Monday, June 25, 2007

Why Is XML Important?

Why Is XML Important?

There are a number of reasons for XML's surging acceptance. This section lists a few of the most prominent.

Plain Text

Because XML is not a binary format, you can create and edit files using anything from a standard text editor to a visual development environment. That makes it easy to debug your programs, and it makes XML useful for storing small amounts of data. At the other end of the spectrum, an XML front end to a database makes it possible to efficiently store large amounts of XML data as well. So XML provides scalability for anything from small configuration files to a company wide data repository.

Data Identification

XML tells you what kind of data you have, not how to display it. Because the markup tags identify the information and break the data into parts, an email program can process it, a search program can look for messages sent to particular people, and an address book can extract the address information from the rest of the message. In short, because the different parts of the information have been identified, they can be used in different ways by different applications.

Stylability

When display is important, the stylesheet standard, XSL, lets you dictate how to portray the data. For example, consider this XML:

you@yourAddress.com  

The stylesheet for this data can say

  1. Start a new line.
  2. Display "To:" in bold, followed by a space
  3. Display the destination data.

This set of instructions produces:

To: you@yourAddress  

Of course, you could have done the same thing in HTML, but you wouldn't be able to process the data with search programs and address-extraction programs and the like. More importantly, because XML is inherently style-free, you can use a completely different stylesheet to produce output in Postscript, TEX, PDF, or some new format that hasn't even been invented. That flexibility amounts to what one author described as "future proofing" your information. The XML documents you author today can be used in future document-delivery systems that haven't even been imagined.

Inline Reusability

One of the nicer aspects of XML documents is that they can be composed from separate entities. You can do that with HTML, but only by linking to other documents. Unlike HTML, XML entities can be included "inline" in a document. The included sections look like a normal part of the document: you can search the whole document at one time or download it in one piece. That lets you modularize your documents without resorting to links. You can single-source a section so that an edit to it is reflected everywhere the section is used, and yet a document composed from such pieces looks for all the world like a one-piece document.

Linkability

Thanks to HTML, the ability to define links between documents is now regarded as a necessity. Appendix B discusses the link-specification initiative. This initiative lets you define two-way links, multiple-target links, expanding links (where clicking a link causes the targeted information to appear inline), and links between two existing documents that are defined in a third.

Easily Processed

As mentioned earlier, regular and consistent notation makes it easier to build a program to process XML data. For example, in HTML a

tag can be delimited by
, another
,
, or . That makes for some difficult programming. But in XML, the
tag must always have a
terminator, or it must be an empty tag such as
. That restriction is a critical part of the constraints that make an XML document well formed. (Otherwise, the XML parser won't be able to read the data.) And because XML is a vendor-neutral standard, you can choose among several XML parsers, any one of which takes the work out of processing XML data.

Hierarchical

Finally, XML documents benefit from their hierarchical structure. Hierarchical document structures are, in general, faster to access because you can drill down to the part you need, as if you were stepping through a table of contents. They are also easier to rearrange, because each piece is delimited. In a document, for example, you could move a heading to a new location and drag everything under it along with the heading, instead of having to page down to make a selection, cut, and then paste the selection into a new location.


EXERCISE: Check every line of the entries for "their", and copy the lines that hold it.

PROVIDED ENTRIES:

>>>

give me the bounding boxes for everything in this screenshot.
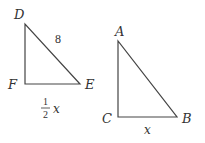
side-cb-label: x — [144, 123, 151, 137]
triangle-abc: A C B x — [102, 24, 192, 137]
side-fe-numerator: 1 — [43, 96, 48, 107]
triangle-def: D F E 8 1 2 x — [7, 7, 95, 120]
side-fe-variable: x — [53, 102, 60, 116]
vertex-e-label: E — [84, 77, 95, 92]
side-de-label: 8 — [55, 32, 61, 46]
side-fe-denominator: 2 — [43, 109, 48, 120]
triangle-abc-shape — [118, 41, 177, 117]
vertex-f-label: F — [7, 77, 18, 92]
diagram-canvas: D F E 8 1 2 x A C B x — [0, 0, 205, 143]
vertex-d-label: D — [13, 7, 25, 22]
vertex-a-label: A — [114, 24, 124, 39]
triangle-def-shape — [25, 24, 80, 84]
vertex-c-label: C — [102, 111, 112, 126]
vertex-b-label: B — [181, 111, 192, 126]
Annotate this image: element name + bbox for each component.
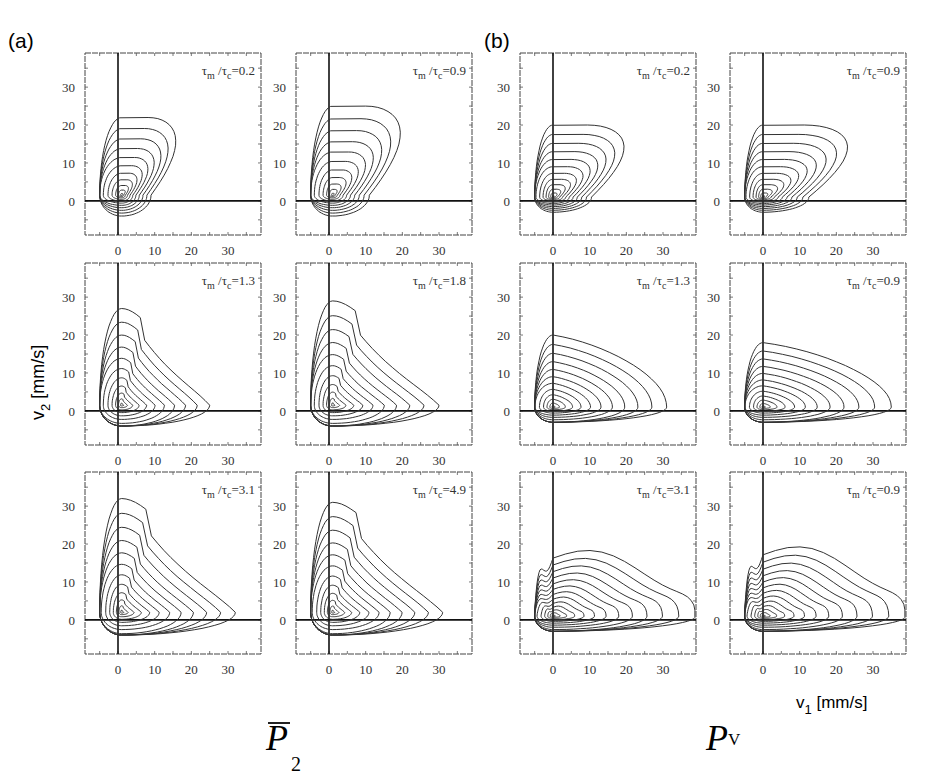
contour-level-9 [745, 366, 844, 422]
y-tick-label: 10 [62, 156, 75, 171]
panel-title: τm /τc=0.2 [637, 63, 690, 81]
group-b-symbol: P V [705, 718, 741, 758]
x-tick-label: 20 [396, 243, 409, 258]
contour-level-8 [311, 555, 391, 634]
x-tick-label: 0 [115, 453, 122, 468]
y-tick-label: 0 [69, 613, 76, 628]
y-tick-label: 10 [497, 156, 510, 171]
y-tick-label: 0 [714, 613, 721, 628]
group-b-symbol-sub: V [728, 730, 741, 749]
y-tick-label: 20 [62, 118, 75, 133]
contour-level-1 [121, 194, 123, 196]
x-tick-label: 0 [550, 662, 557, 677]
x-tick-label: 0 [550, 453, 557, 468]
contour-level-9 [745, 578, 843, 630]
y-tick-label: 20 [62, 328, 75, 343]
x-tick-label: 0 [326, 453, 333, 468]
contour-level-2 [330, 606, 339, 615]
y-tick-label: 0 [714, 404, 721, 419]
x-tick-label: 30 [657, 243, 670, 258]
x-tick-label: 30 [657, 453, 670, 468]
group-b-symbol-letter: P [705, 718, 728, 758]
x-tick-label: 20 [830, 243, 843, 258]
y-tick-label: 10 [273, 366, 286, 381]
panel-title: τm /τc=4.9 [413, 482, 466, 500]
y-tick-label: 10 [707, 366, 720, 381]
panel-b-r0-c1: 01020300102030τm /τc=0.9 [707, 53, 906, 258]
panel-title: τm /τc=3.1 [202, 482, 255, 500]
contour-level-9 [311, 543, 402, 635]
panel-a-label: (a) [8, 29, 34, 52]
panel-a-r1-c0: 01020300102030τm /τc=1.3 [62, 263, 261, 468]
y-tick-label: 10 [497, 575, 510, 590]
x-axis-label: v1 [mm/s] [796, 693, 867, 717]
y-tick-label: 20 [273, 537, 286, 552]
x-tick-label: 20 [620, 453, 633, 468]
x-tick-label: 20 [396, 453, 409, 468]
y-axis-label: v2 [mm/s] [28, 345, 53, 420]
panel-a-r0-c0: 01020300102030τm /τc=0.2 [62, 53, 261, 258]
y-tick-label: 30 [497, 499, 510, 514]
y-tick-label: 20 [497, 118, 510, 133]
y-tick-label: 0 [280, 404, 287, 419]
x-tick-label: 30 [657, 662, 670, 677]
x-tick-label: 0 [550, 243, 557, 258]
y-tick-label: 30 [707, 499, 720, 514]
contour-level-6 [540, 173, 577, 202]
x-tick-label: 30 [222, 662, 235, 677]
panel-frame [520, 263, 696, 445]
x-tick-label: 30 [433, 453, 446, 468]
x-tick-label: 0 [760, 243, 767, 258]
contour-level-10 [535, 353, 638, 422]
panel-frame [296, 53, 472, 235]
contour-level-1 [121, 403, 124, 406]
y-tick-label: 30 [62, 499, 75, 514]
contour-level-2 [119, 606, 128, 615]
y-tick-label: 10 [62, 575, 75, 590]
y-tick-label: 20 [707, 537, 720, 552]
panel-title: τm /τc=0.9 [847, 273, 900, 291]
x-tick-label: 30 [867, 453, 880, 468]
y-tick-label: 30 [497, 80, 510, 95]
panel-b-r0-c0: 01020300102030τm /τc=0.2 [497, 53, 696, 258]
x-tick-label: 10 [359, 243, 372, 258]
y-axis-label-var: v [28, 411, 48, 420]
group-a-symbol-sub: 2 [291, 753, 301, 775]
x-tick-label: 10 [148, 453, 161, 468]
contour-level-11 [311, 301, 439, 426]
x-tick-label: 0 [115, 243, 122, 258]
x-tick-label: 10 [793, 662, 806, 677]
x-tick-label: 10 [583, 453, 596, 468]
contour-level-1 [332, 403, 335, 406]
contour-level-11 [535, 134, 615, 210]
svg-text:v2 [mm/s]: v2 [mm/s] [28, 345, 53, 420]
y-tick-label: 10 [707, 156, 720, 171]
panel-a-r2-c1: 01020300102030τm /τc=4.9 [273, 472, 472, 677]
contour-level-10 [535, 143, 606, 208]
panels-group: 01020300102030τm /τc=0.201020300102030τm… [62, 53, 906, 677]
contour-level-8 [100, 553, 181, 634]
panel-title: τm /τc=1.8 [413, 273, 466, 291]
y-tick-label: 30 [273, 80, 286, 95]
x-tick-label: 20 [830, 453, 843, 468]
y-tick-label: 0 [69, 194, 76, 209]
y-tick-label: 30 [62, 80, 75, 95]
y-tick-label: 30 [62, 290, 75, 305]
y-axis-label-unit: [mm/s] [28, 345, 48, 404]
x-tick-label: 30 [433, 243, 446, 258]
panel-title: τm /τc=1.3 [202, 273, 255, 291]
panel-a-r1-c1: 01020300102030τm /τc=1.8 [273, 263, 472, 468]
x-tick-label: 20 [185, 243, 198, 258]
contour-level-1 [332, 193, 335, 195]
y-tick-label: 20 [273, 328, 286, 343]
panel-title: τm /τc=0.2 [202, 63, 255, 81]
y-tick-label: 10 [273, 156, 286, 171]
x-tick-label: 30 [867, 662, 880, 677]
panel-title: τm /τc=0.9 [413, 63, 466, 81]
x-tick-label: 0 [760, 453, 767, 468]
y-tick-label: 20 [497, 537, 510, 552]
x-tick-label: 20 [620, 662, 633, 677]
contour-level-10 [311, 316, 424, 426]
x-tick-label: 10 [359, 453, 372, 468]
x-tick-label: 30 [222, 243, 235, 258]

<<<
>>>

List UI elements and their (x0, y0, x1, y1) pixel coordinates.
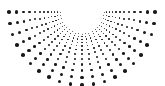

<<<
>>>

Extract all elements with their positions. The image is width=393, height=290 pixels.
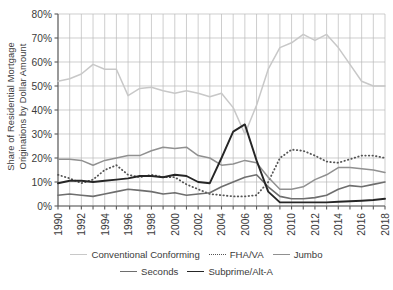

<<<

WRITTEN RESPONSE:
List UI elements and their (x0, y0, x1, y1) pixel coordinates.
Extract all elements with their positions. The image is width=393, height=290 pixels.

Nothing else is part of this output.